The value of Google Docs is that it stays out of my way, lets me create freeform notes, and integrates with the rest of Google. Probably the same for Paper, or any other team notes solution. Once something gets complex enough, creates work for teams, or is mission critical, it either needs to be actively managed by a team member, or move into an automated tool that does that management for us. I can't imagine the solution would be to centralize all these disparate workflows in a tool like this.
I still think having all the information compartmentalized is a waste of time. The integrations that we are developing aim at solving this : Slite will integrate with your github documentation and your Greenhouse pipe so that the members that need the information but don't use the tool everyday (typical in an hiring process) can see the information while those whom it's the job will keep using it as usual.
Similarly, we and many other companies have their own custom project lifecycle which would be a useful template to be able to create and track for each project.
Right now I am really impressed with how coda.io creates documents with structured data, which is a different paradigm that overlaps with some note taking applications.
[1] https://www.quora.com/Are-there-any-modern-confluence-altern...
On my own personal project where I have a team of 8 I tried Gitbook but when I lost a bunch of stuff do with git pull that override my local changes I really disliked Gitbook.
I convinced my work to get on Confluence so we at least have a knowledge base. I find Confluence like all Atlassian products clunky, slow and cumbersome to navigate.
I really liked Backpack, however its dated and structuralized for an older workflow.
I look at Slite and think, does it handle code blocks well? Is it navigation easy and feels fast? How clunky is the rich text editor?
I personally don't like the look, the open source outline looks more professional. I would have borrow design elements from Discord than Slack.
To me this is a gimmick of piggybacking on the familiarity of slack channels to take something that has already existed (collaborative note and note-like apps). An old tool for a new generation.

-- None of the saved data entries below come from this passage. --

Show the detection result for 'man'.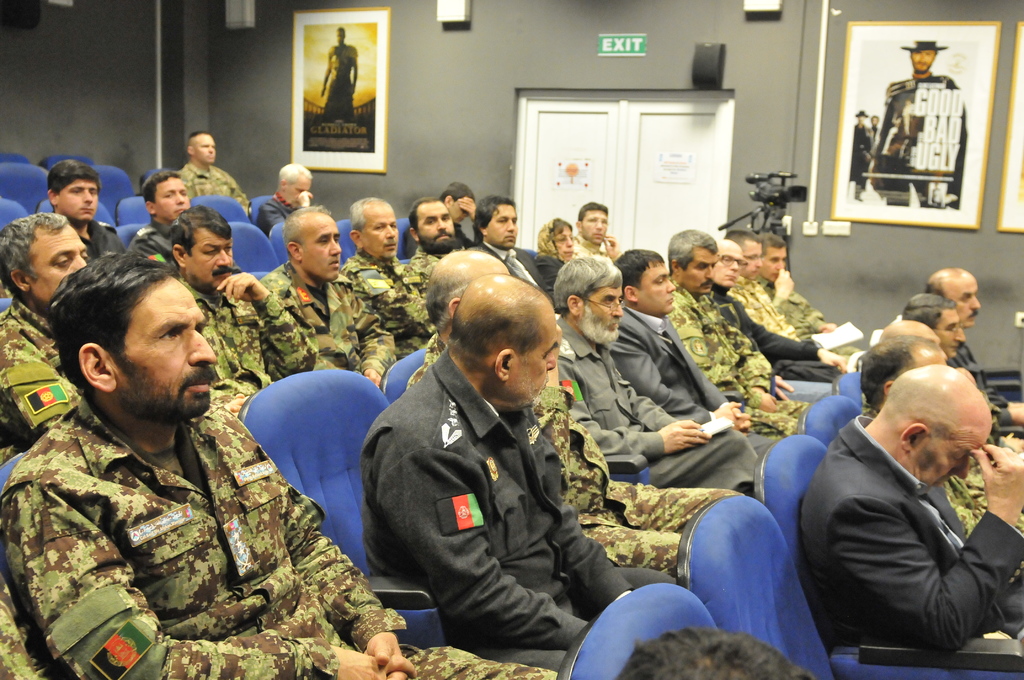
bbox(858, 336, 951, 422).
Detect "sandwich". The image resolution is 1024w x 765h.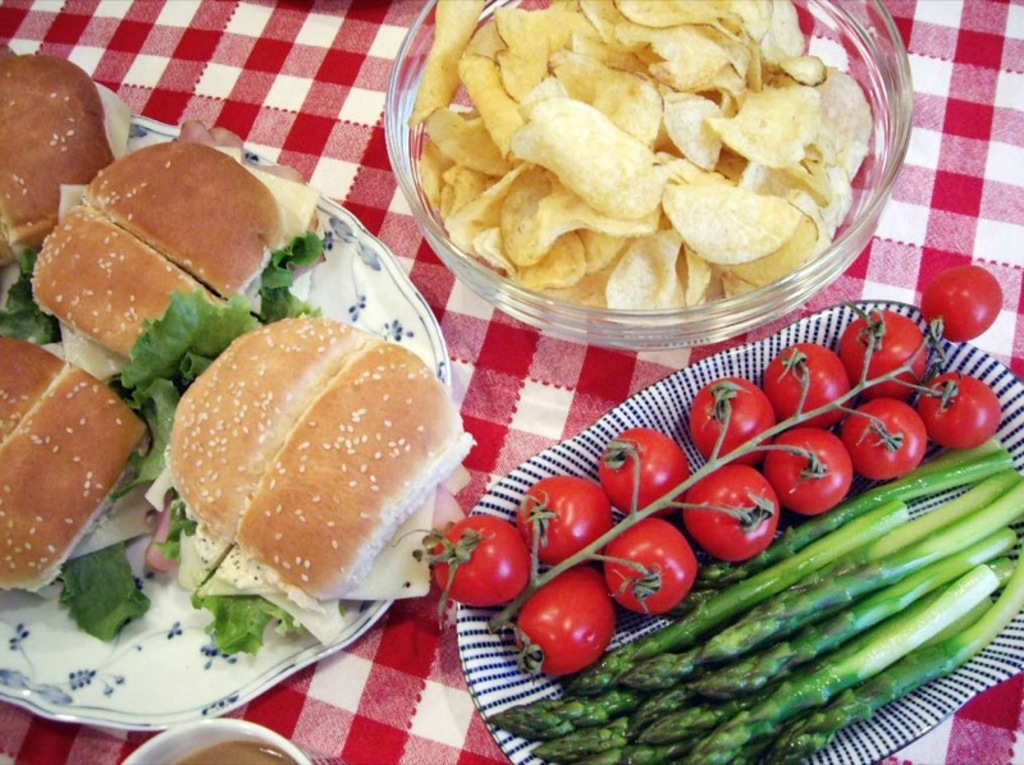
(x1=156, y1=311, x2=483, y2=606).
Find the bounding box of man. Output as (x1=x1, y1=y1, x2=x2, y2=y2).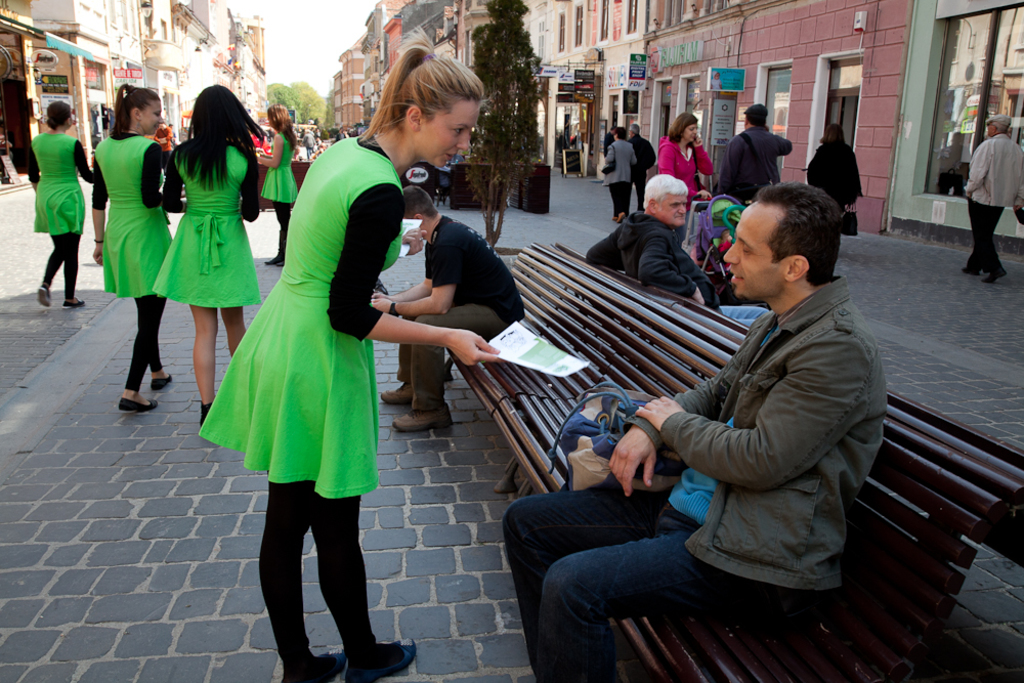
(x1=627, y1=119, x2=656, y2=208).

Since I've built my open-source HTML5 game in Electron I feel I could whip up my own note-taking app because my feeling is I'm not going to be sold on either Outline or Slite.

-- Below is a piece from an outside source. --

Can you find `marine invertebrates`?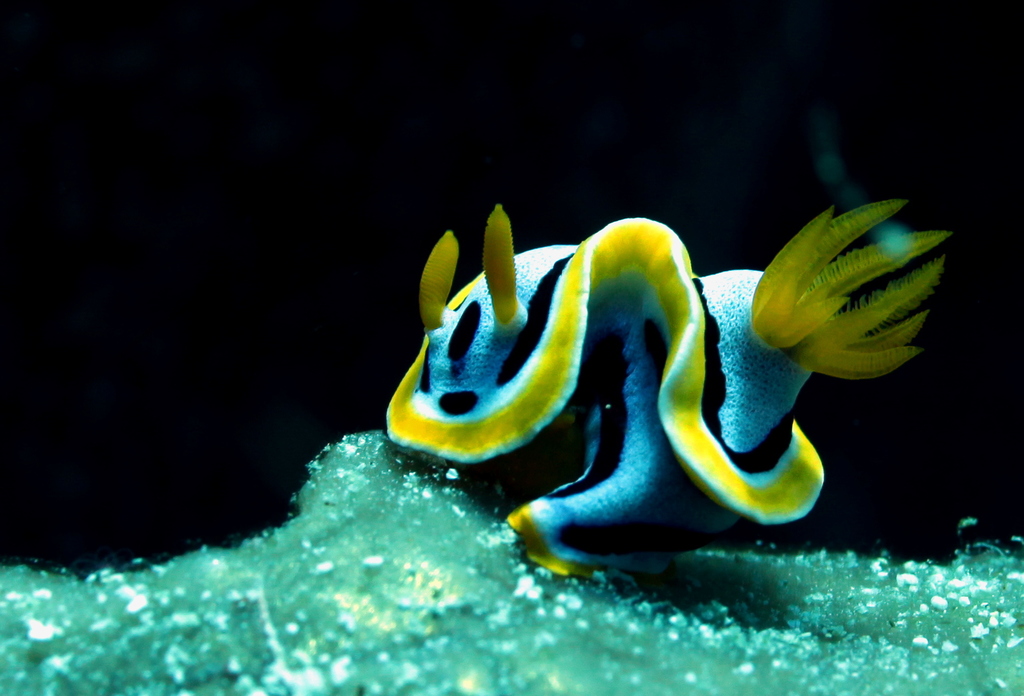
Yes, bounding box: locate(372, 196, 891, 607).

I went to connect with my Google Account As soon as Slite asked to view my Contacts, I stopped. Its like asking to see someone's facebook on a first date. No Thank you.
So I go and check Outline, since its open-source but you have to have a slack account and create a Slack App, No Thank you.
I guess I should build my own.
The issue with All Rights Reserved means lets say I were to put a ton of work into Outline and I want to monetize the work I put in to provide easy hosted solutions. I can't. I'm not saying I want to monetize but I don't know how much effort I will put in and then may regret giving you so much free code.
The fact of having collaborative editing, an organization that actually works for teams & content shared by default among others makes all the difference.